Somers, Physician Superintendent of Lane Hospital
Member: Dr. William Ophüls,
Professor of Pathology and Secretary of the Faculty
Member: Dr. Stanley Stillman,
Professor of Surgery
Member: Dr. Alfred B. Spalding, Professor of Obstetrics
and Gynecology
As the new Physician Superintendent of Lane Hospital, recently appointed by the Clinical Committee, Dr. Somers made a comprehensive First Annual Report to that Committee for the year ending 30 June 1912. His Report included an outline of the program of the Lane Hospital Training School for Nurses.
Nursing care in Lane Hospital, from its opening in 1895 to its incorporation into the University in 1912, was provided almost entirely by the students and graduates of its Nursing School, and to the full satisfaction of patients and physicians. This extraordinary record was due to the commitment and endless toil of the young women who graduated from the school during that period. In recognition of their outstanding service Somers listed all their names in his First Annual Report. The number of graduates annually was derived from that list and summarized in the following table: [32]
Graduates of the Nurses Training School
1896 - 01 1904 - 00
1897 - 08 1905 - 11
1898 - 10 1906 - 18
1899 - 14 1907 - 11
1900 - 06 1908 - 16
1901 - 15 1909 - 20
1902 - 13 1910 - 18
1903 - 29 1911 - 16
1912 - 11
__________________________________
Total Graduates, 1896-1912 = 217
The Dr. Somers concluded his memorandum transmitting the First Annual Report of Lane Hospital to the Clinical Committee with the following significant recommendation: [33]

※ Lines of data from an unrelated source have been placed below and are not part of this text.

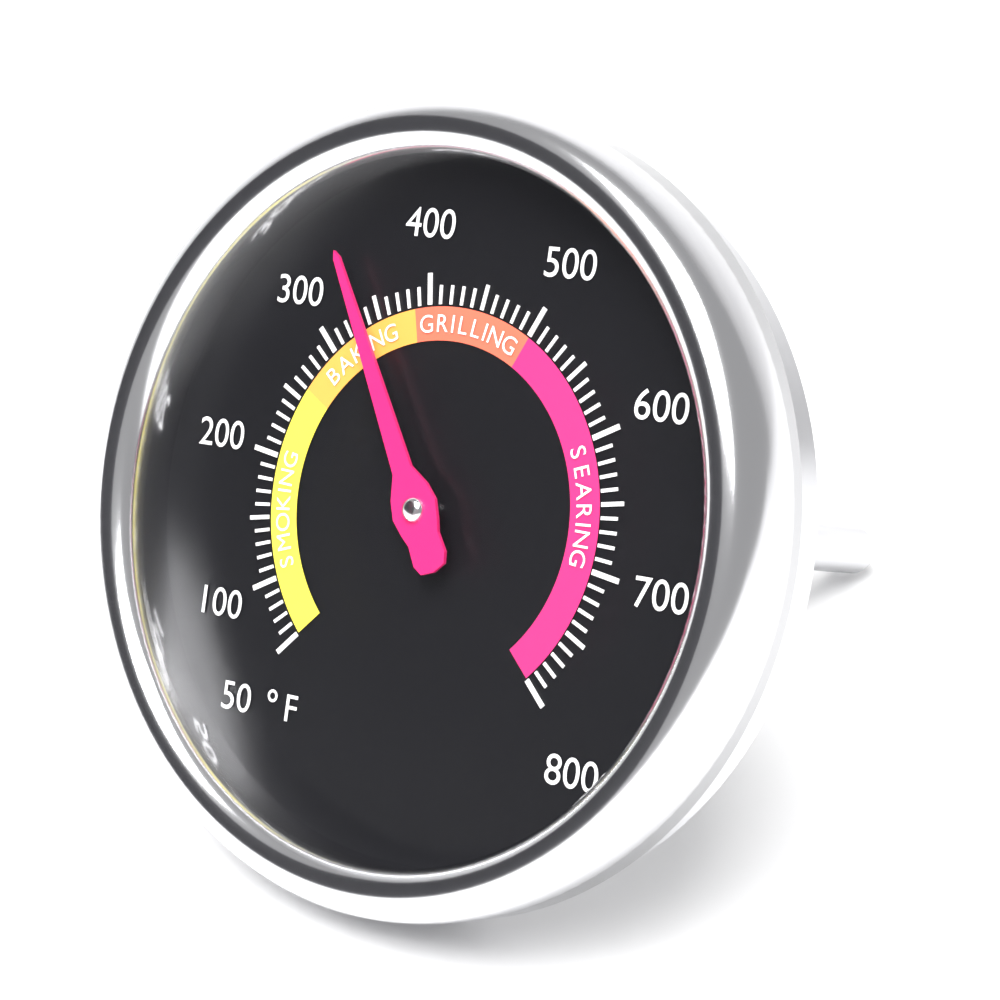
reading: 340 °F
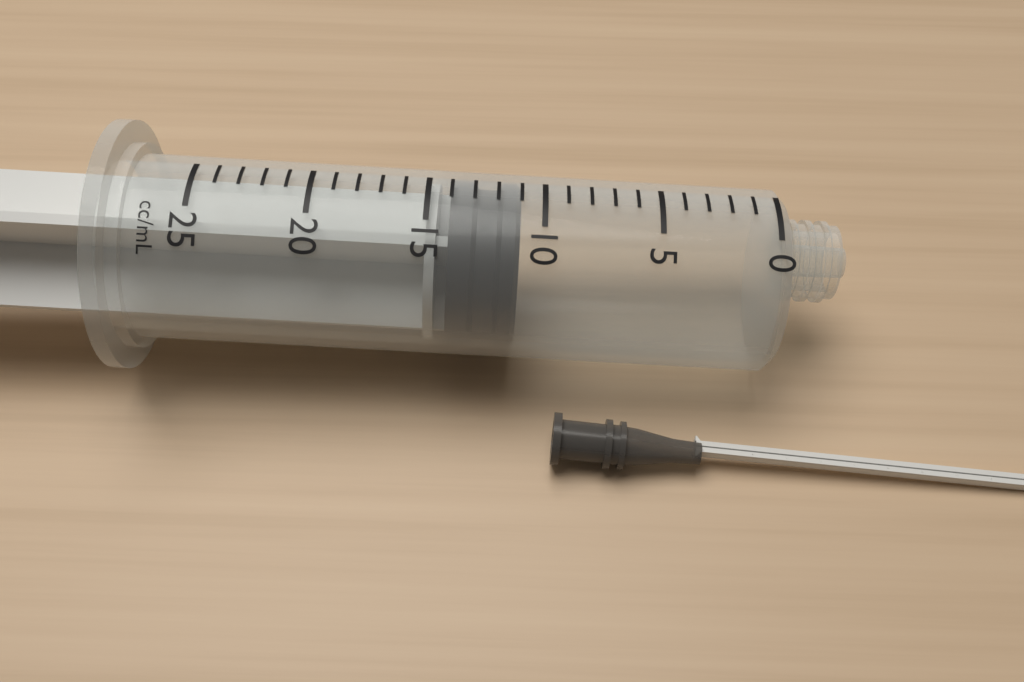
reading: 11 ml
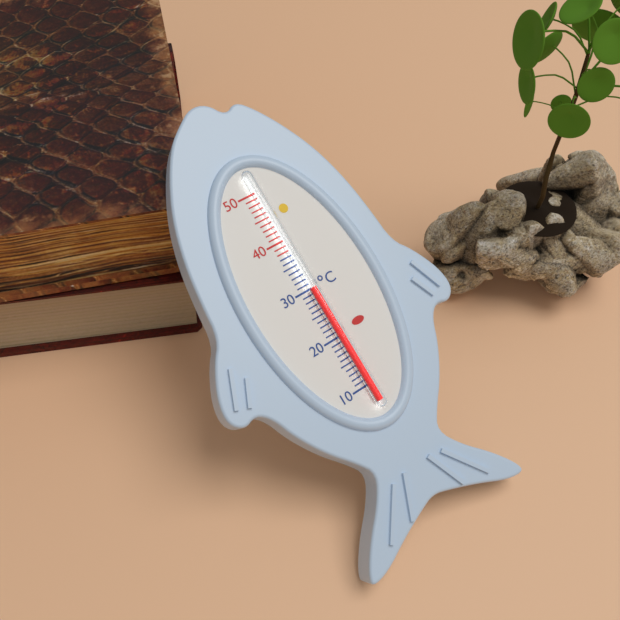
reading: 30 °C
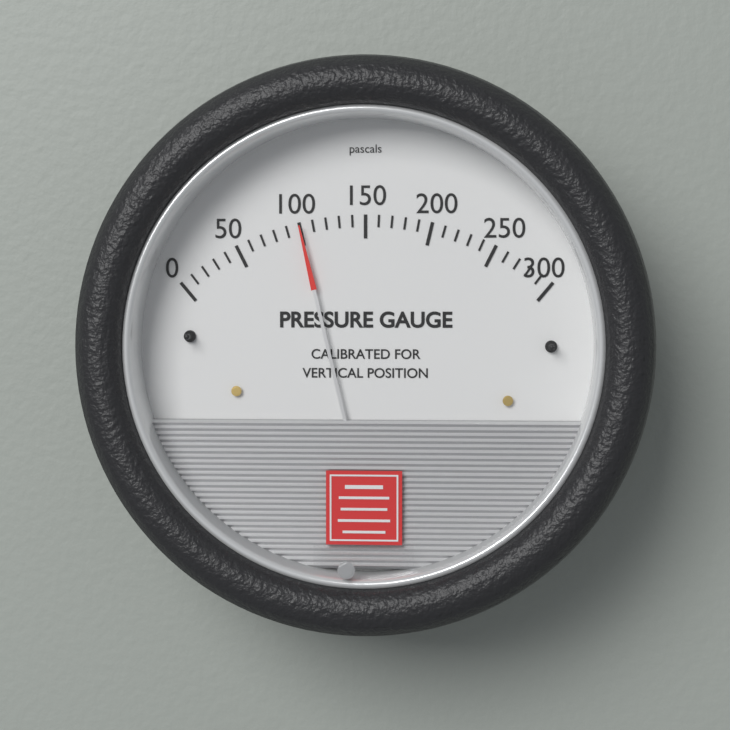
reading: 100 Pa
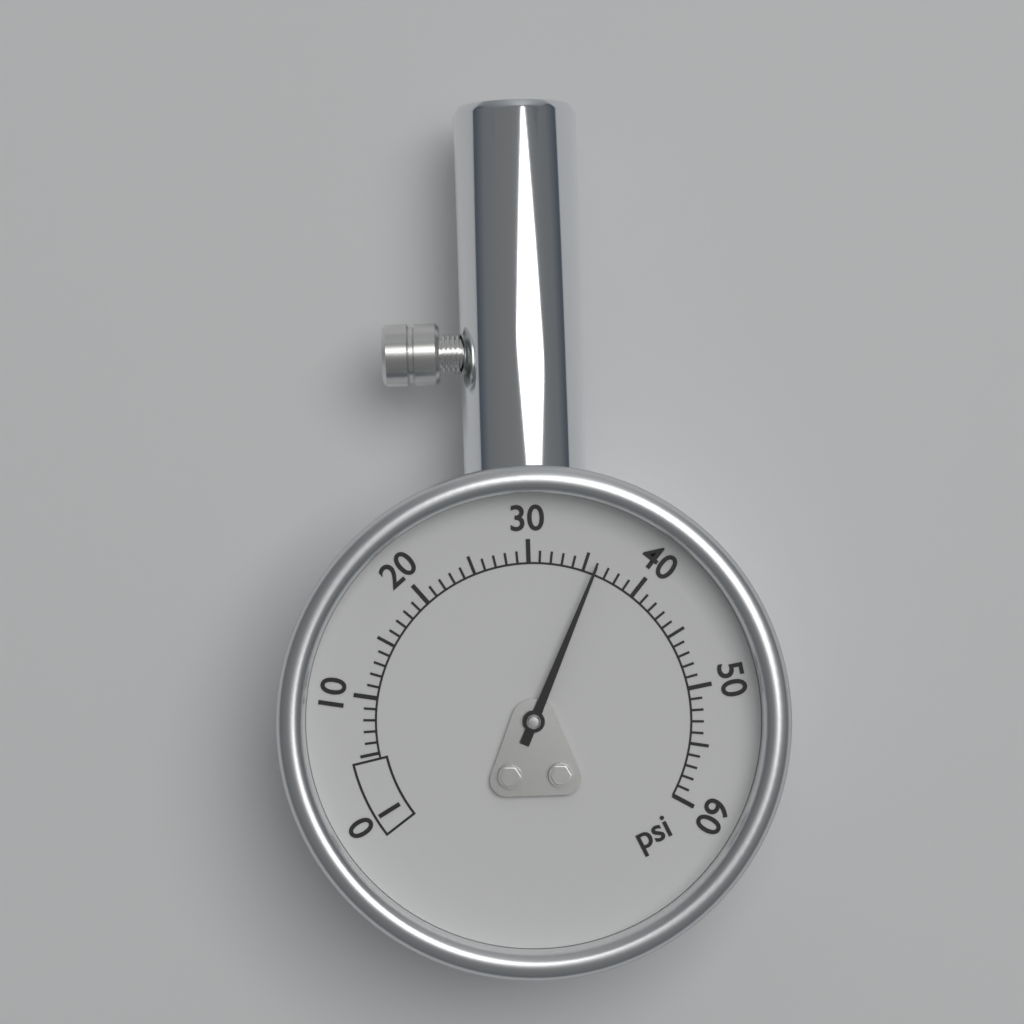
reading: 36 psi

| One of the greatest needs of Lane Hospital is a new home for nurses. The number of nurses in training has rapidly grown and has now reached a size where the present quarters are inadequate. They give three years of the best part of their lives to institutional work and when trained, become a valuable asset to any community to which they may offer their services. The training of nurses should receive generous support from the public. There is no more worthy philanthropy than the encouragement of this work. Lane Hospital urgently needs a modern fireproof building large enough to accommodate one hundred nurses. |
In 1912 the name of the Nursing School was changed to Stanford School for Nurses, later to Stanford School of Nursing, and finally to Stanford University School of Nursing. [34]
On 24 June 1916 work began on the foundation of a new facility to be known as Stanford Hospital. In due course we shall return to the subject of this new construction and will at that point further trace the development of the School of Nursing.
Until then we will revert to 1895 and resume our generally chronological account of the main events related to Cooper Medical College.